{npm22: 4~candlelight tanka}

I spent years largely hostile towards Ben Franklin – mainly because of some enterprising elementary teacher’s great idea to combine history and civics and penmanship – we had to copy phrases out of Poor Richard’s Almanac. I spent a lot of time being irritated with his attempts at wit, and at the aphorisms and proverbs that teachers said all the time. My sixth grade teacher repeated this particular phrase so often that I wince when I hear it. Yes, yes, we should have gone to be early and gotten things done on time. Yes, that would have been wiser than the scattered eleven-year-old style of homework we did. Yes, thank you we get it.

I was actually a little relieved when I learned it wasn’t a quote from ol’ Ben. From the UK Phrase Finder:

The earliest record of a proverb that approximates to our current version that I can find in print is in The Book of St. Albans, printed in 1486:

As the olde englysshe prouerbe sayth in this wyse. Who soo woll ryse erly shall be holy helthy & zely.

Note: the Middle English word zely comes down to us now as ‘silly’. This has numerous meanings, commonly ‘foolish’. The 1486 meaning was ‘auspicious; fortunate’. So ‘holy helthy & zely’ meant ‘wise, healthy and fortunate’, which isn’t so far from ‘healthy, wealthy and wise’.

I think the most tone-deaf thing about some proverbs and aphorisms is that they’re aimed at everyone, but they’re not meant for everyone. Not everyone could go to bed early and rise early. Some people burned the midnight oil every night to get what they had – to keep it, and to have it to pass on.

Regardless, while Benjamin Franklin’s pseudonymous journal includes the familiar American form of this quote in the 1735 edition, it was first found in book form in Britain – much, much earlier.

“Earley to bed and earley to rise makes a man healthy, wealthy, and wise.” – John Clarke’s Paroemiologia Anglo-Latina, 1639


how far that little candle throws his beams
A simple circle –
Sunrise, wake. Its set brings sleep.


• [Work request]:
In the material below, find each line with the word "illustration" and copy it.

BEGIN

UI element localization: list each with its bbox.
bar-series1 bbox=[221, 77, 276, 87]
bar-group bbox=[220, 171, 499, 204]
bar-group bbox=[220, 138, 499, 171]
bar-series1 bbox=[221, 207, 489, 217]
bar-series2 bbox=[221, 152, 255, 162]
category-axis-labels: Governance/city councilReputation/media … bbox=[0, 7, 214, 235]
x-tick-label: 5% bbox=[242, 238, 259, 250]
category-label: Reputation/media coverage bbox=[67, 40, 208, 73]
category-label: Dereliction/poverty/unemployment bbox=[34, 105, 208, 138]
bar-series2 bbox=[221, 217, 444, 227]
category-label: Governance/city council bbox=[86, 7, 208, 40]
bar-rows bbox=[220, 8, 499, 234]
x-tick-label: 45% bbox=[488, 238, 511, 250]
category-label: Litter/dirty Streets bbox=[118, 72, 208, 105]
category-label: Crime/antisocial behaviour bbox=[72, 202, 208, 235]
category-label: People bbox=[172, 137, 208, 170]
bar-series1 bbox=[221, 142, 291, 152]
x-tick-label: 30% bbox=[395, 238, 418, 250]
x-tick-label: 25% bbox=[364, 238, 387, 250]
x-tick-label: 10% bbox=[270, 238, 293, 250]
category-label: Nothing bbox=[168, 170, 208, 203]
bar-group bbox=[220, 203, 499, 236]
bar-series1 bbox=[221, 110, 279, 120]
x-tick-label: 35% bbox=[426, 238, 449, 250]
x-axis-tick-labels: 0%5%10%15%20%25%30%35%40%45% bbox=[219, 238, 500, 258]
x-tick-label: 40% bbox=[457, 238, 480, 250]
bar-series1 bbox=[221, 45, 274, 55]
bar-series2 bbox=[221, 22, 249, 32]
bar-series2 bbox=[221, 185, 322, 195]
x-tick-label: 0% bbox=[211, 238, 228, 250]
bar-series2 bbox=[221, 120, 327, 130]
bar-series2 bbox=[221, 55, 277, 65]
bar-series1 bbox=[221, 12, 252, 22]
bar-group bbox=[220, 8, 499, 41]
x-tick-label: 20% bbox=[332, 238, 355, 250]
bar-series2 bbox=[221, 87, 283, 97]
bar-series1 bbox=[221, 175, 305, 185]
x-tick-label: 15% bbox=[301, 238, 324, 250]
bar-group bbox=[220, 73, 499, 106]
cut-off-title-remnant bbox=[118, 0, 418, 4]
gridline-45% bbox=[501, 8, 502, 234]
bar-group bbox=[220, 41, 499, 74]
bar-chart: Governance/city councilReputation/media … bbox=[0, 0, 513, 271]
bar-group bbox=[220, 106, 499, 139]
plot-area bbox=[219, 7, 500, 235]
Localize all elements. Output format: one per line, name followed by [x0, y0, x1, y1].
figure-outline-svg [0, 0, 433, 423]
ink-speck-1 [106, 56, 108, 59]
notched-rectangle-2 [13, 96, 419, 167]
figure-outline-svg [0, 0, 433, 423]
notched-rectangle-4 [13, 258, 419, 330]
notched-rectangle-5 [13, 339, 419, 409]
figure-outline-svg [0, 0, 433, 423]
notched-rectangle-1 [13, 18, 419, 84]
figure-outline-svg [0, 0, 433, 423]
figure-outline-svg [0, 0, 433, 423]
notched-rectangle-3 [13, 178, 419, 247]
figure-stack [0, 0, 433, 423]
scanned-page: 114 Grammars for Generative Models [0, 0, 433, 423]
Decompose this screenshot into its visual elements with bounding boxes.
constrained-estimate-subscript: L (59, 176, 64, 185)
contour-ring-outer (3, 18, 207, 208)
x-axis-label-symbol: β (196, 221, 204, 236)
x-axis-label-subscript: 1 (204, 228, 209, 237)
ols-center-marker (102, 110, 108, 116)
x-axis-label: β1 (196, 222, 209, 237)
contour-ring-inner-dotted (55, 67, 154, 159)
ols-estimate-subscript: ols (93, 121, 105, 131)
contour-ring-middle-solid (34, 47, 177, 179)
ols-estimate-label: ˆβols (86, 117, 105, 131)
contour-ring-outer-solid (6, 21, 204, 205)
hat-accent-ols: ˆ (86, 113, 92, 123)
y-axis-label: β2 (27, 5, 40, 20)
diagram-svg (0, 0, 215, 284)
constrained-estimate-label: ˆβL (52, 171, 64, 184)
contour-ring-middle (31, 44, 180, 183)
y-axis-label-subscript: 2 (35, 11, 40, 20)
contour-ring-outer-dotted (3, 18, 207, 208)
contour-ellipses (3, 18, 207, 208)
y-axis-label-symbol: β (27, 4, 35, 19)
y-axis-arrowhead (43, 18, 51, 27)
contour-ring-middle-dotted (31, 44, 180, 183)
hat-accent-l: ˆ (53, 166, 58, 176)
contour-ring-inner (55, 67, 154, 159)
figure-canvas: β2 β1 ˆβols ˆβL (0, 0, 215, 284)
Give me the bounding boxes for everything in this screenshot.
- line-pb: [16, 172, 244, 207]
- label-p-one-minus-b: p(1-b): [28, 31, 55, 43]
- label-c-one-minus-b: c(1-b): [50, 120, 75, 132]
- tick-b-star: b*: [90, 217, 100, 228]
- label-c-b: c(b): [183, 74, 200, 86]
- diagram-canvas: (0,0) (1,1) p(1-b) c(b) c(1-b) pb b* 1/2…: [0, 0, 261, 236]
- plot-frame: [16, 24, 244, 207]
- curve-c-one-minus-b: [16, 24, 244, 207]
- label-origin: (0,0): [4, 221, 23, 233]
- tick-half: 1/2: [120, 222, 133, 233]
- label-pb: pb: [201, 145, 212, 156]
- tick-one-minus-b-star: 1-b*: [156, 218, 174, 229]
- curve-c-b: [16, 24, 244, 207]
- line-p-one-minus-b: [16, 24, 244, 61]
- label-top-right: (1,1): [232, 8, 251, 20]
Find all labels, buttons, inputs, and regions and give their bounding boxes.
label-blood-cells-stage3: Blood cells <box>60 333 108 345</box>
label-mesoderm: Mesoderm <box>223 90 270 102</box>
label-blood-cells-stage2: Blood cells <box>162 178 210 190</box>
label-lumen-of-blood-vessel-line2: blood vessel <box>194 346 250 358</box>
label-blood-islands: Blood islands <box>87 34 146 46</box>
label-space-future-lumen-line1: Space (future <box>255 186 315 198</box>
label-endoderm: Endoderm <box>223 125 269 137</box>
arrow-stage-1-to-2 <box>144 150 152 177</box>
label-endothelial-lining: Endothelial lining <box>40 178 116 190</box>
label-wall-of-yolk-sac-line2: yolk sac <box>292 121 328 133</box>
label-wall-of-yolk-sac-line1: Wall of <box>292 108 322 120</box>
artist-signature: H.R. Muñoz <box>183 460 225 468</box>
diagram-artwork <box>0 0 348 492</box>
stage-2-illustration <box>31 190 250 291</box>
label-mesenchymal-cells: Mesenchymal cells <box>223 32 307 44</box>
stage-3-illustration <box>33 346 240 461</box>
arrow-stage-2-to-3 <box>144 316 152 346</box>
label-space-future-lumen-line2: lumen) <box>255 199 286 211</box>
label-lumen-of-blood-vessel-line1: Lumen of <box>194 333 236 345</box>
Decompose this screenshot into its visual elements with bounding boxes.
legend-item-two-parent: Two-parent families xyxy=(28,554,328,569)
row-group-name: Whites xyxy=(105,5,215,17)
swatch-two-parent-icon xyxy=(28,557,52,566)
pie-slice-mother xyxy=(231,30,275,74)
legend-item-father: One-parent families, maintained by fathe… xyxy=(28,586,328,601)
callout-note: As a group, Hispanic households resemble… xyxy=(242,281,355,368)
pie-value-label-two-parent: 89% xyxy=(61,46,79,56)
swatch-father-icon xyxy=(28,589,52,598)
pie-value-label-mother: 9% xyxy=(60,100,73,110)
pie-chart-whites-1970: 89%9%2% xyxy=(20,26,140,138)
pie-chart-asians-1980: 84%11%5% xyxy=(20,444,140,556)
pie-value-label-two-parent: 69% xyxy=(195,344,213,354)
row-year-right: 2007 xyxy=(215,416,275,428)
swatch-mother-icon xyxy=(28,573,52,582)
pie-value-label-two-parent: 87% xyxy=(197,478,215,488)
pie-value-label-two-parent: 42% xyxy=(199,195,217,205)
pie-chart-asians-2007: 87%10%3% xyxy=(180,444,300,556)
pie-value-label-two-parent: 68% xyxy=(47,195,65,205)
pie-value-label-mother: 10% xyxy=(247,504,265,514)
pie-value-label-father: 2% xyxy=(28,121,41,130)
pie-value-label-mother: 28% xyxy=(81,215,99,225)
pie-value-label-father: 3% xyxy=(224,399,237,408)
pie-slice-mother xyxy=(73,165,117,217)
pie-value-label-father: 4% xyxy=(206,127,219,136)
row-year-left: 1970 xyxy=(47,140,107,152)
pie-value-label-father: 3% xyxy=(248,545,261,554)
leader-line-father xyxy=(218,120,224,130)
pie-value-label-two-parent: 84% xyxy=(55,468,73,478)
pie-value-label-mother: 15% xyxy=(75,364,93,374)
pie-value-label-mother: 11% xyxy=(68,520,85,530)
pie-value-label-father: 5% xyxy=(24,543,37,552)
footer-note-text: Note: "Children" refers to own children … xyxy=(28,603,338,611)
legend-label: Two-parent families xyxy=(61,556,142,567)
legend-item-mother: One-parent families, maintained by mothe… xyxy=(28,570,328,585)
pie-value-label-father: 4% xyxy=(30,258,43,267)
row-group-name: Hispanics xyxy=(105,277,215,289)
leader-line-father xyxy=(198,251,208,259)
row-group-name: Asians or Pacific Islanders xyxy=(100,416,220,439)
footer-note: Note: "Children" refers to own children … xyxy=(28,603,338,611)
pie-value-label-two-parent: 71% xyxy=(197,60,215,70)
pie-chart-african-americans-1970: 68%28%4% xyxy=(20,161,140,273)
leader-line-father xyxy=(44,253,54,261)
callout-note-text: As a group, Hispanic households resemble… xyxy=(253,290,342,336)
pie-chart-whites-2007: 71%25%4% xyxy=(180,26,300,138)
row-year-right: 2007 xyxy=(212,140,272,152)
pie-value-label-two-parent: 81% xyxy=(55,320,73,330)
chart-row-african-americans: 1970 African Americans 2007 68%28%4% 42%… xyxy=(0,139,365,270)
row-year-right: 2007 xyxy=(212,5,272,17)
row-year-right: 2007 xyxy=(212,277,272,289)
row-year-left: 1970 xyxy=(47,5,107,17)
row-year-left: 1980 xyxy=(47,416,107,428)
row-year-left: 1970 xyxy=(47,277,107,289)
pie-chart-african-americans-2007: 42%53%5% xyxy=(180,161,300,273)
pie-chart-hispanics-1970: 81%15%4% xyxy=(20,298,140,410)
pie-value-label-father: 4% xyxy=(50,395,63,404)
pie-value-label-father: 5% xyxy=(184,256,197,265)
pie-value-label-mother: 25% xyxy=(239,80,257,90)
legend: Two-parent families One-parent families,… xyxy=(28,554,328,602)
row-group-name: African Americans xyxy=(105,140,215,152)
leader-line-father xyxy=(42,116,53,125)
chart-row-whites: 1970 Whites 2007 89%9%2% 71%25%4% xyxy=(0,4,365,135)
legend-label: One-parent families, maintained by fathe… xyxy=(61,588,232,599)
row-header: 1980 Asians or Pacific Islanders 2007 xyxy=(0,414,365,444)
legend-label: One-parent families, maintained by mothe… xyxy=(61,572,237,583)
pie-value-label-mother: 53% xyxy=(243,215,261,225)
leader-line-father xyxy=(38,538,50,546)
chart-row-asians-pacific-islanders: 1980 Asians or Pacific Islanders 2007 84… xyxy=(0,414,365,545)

END

• [Your response]:
stage-2-illustration <box>31 190 250 291</box>
stage-3-illustration <box>33 346 240 461</box>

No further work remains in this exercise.